Bon & Viv, which has flavors like prickly pear and cranberry, may have been first, but the largest is White Claw (ruby grapefruit! natural lime!), which holds just over half of all the spiked seltzer market, while second in market share is Truly (pomegranate! blueberry and acai!). The group as a whole had nearly $488 million in sales in 2018 and clocked in 193% year-over-year sales growth in April of this year, according to Nielsen data.

Levy sees “a massive distribution opportunity” up ahead for most of the hard seltzer brands, as convenient stores and grocery stores are nowhere near saturation level and there is a consensus view among industry experts that with boozy sparkling water “there is something bigger underway.” Unlike others that appear on the FMB scene, such as hard root beer or Four Loko, hard seltzer has a certain amount of ‘premiumization’ going for it (yes, that’s affordable luxury you’re tasting).

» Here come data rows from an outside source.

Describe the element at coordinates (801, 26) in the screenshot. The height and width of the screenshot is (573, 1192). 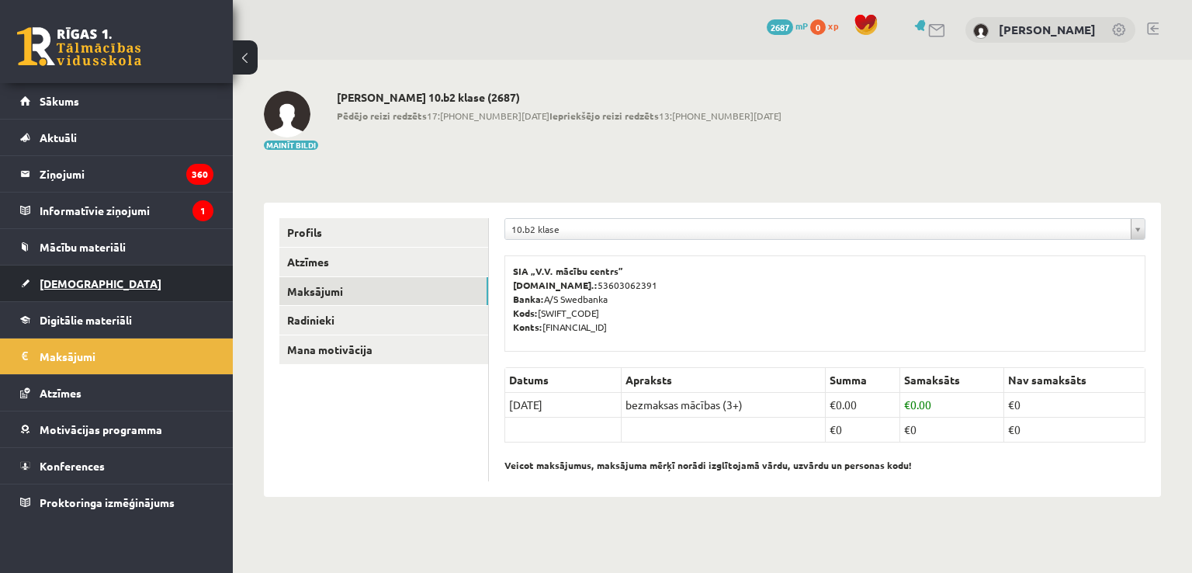
I see `span: mP` at that location.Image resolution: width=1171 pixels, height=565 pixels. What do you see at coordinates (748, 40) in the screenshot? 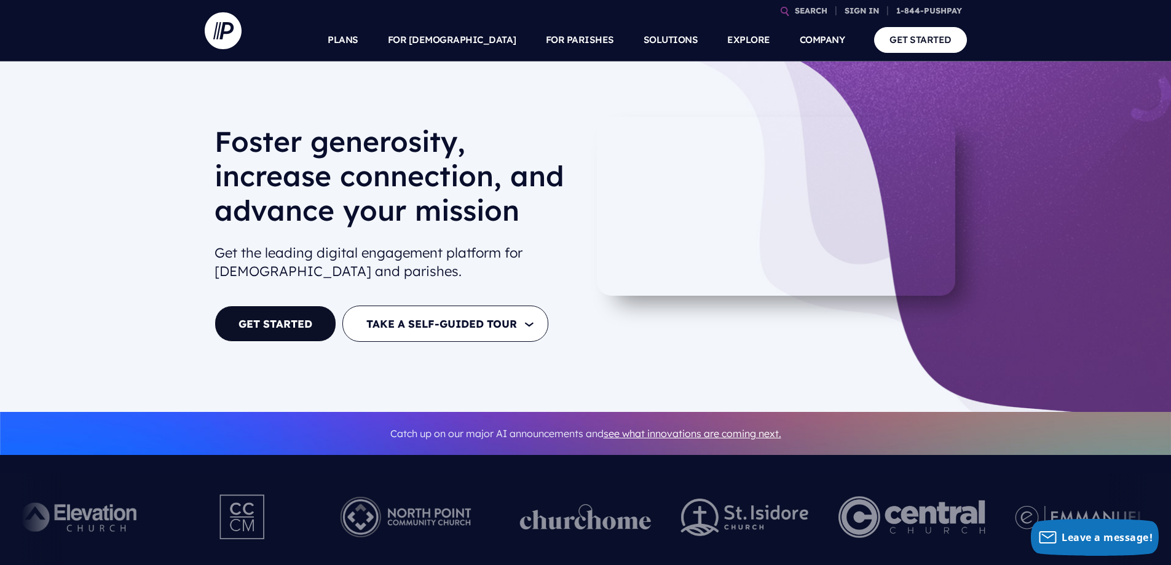
I see `a: EXPLORE` at bounding box center [748, 40].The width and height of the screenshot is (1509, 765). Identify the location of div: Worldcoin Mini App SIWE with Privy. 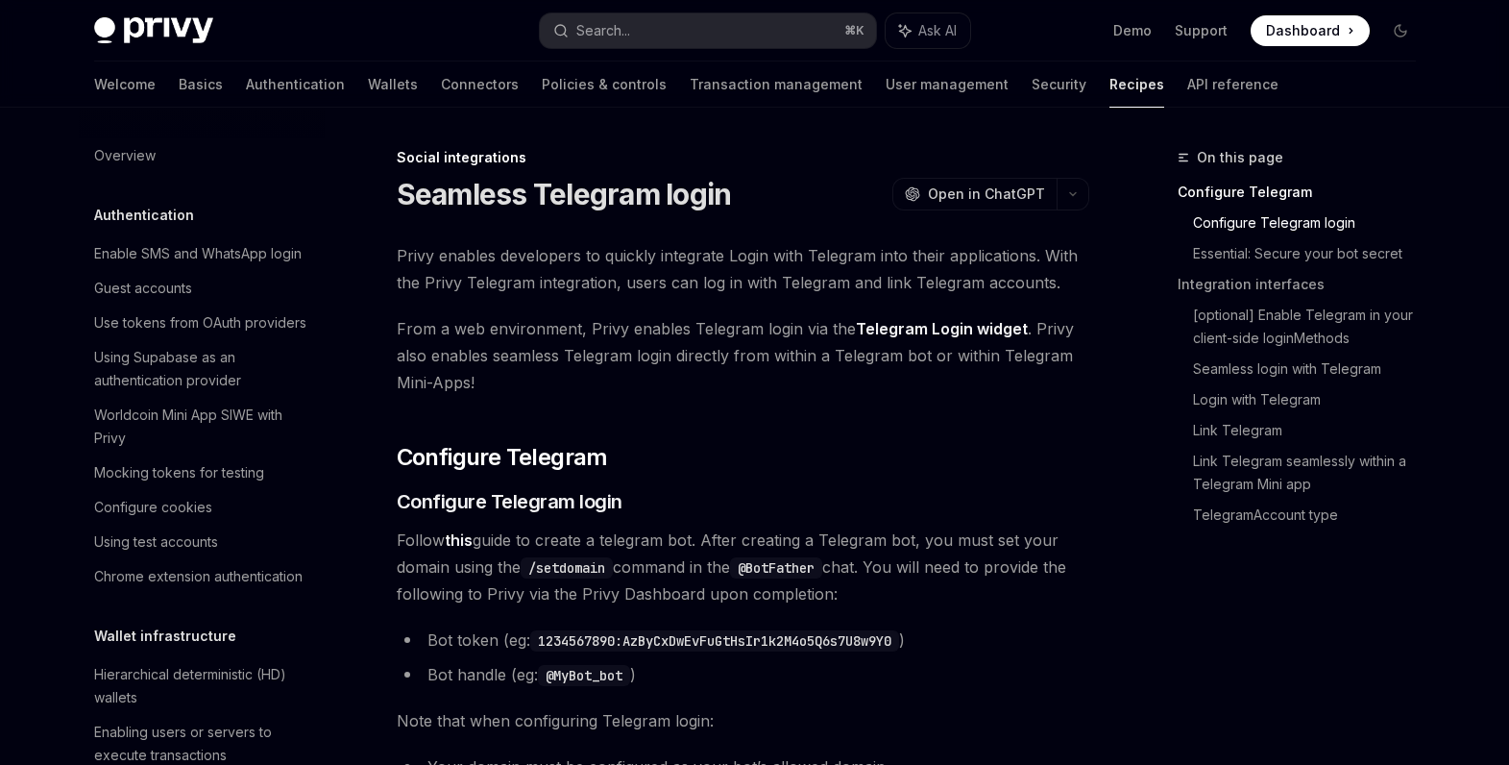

Situated one block from San Francisco’s Mission Dolores Park, the Dolores Outpost is a specialty corner store that sells Japanese snacks, kombucha and mochi muffins. Its shelves and refrigerated cases are filled with sake, craft beers, and wine, much of it in small cans, all the easier for an afternoon lolling on the grass in the park. White Claw has been on backorder for two weeks, while the distributor waits for more product. Customers started asking for the black cherry hard seltzer a month ago. “Probably half our requests this week were for White Claw,” Bruce Aguirre, the store manager, said. “We had easily 7 or 8 requests for it just this past weekend.”

Guess they’ll have to drown their disappointment in rosé for now.